Thursday, September 24, 2009

Wise words from a horse trainer

My trainer, Susie Artes, said to me this morning in my (riding) lesson:
Your horse is an extension of you. He can feel your anxiety at the beginning of the course and that's why he's jumping nervously from side to side and fidgeting instead of picking up the canter when you ask. You can't think about the whole of the course in your head at the precise moment you ask him to pick up the canter. You have a plan in your head for the whole course. You go over it fence by fence and you hope that it will play the way you imagined it. But you can only do one thing at a time. Our brains aren't wired to focus on the whole while focusing on each separate part. You have to trust that your brain is holding onto the big picture. And then you need to sit down, pull your shoulders back and ask quietly for the first step (the canter departure).


For those of you who are interested in jumping: The course was quite straightforward and the jumps small, no bigger than three feet. A red and white and blue single off the left, tight roll back to a green roll-top bending left in five strides over a green single, right turn to a yellow single bending out over a wide-ish yellow oxer (set perpendicular to the single - a little tricky) in eight strides, right turn and back over the yellow single the other way.

I have been thinking a lot about the brain and what we ask of it and how, in order to make any task less onerous, the breaking up of a large project into small bite-sized pieces is really the only way to make it through without becoming overwhelmed and disenchanted.

The analogy may well be an obvious one, but there are few things that make me feel as happy or as connected to the world as riding my horse, Peso. We're a team and we influence each other with our moods. Sometimes it can be perfect and sometimes it can be disastrous. My daughter talks about good riders being "stone cold" ie, taking all of the emotion out of the equation. Just riding. Just doing it. This is what my horse like best -- that quiet, calm, zen-like ride where I don't mess with him too much and keep out of his way as much as possible -- and this is what I find the most difficult.

The thing about riding and life in general, is that you can't sit it out. Mrs L points this out in her latest blog post on the fantastic 43rd Year:
I realized, once again, that life is all about showing up.
I'd much rather be testing pink bonbons that writing what appears to be one trite cliche after another, but the great epiphany is just that -- overused and cliched. And true.

So, in conclusion, I would interpret Susie's wise words thusly:
  • Have a Grand Plan
  • Stick to it
  • Break it down into easy, bite-sized nuggets
  • Remain deadly calm* (ride it stone cold)
  • Just show up
* This particular aphorism can be attributed to my lovely old friend Richard in Santa Barbara, whom we've not seen in years. He is the master of remaining deadly calm while the world is collapsing around him, aided, it must be said, by a jolly strong gin & tonic.


Peso & Minks (w/funny face)

2 comments:

Errant Aesthete said...

I equate your trainer's philosophy with something E. L. Doctorow once said about writing. “Writing a novel is like driving a car at night. You can see only as far as your headlights, but you can make the whole trip that way.”

You just have to see two or three feet ahead of you to advance for the duration and trust that you will arrive at your destination. Sound advice on writing and/or life.

Miss Whistle said...

Thank you so much for that. You've actually summed up what I was scrabbling for. Sometimes I lose sight of the road just a few feet in front of me. An excellent observation, EA, thank you!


**Task description:** Search the entries for the word "Whitegate" and pull out each line that has it.

┌──

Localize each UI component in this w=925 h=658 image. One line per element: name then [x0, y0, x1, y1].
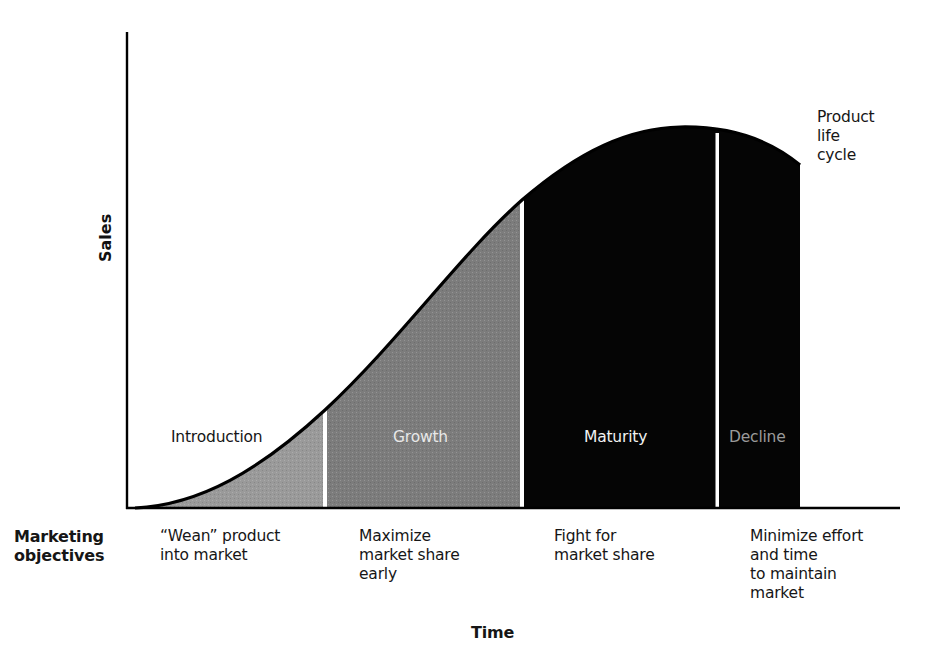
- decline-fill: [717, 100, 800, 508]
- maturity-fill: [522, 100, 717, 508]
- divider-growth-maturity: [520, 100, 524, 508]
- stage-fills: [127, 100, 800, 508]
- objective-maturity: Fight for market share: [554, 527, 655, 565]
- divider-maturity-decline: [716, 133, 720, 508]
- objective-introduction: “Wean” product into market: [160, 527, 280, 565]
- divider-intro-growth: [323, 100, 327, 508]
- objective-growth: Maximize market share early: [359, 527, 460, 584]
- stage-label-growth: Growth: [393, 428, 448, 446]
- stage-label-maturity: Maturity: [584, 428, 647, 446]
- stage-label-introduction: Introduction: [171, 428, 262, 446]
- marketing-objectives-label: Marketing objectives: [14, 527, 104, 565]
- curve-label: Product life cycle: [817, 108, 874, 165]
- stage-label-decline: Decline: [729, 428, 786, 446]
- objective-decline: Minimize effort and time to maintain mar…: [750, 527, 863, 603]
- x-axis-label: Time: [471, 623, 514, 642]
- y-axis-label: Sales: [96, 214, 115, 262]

└──
┌──

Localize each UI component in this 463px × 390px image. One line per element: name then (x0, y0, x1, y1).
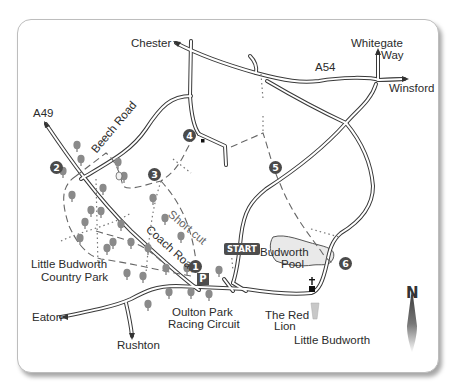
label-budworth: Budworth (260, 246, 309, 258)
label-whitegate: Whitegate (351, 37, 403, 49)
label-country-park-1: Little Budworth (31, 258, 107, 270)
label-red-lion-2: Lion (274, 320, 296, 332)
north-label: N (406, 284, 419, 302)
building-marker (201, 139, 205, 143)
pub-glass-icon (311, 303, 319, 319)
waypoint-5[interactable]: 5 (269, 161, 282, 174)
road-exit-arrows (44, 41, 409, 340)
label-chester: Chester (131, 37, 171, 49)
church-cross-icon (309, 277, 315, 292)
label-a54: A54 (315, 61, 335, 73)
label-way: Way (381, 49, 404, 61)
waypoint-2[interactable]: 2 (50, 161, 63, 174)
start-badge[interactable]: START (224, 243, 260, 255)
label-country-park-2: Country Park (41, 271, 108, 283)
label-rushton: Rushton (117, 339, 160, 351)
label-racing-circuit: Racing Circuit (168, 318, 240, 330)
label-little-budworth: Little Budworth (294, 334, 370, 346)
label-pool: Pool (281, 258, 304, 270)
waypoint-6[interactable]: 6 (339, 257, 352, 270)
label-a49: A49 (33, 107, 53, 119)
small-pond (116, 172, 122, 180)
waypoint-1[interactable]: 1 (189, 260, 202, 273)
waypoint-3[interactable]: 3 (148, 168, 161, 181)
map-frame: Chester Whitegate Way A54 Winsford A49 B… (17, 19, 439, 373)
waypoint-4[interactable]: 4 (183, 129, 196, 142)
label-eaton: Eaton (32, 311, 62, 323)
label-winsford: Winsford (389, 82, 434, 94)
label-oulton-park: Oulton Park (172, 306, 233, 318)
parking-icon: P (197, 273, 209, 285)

└──

**Finished exercise:**
label-whitegate: Whitegate (351, 37, 403, 49)
map-frame: Chester Whitegate Way A54 Winsford A49 B… (17, 19, 439, 373)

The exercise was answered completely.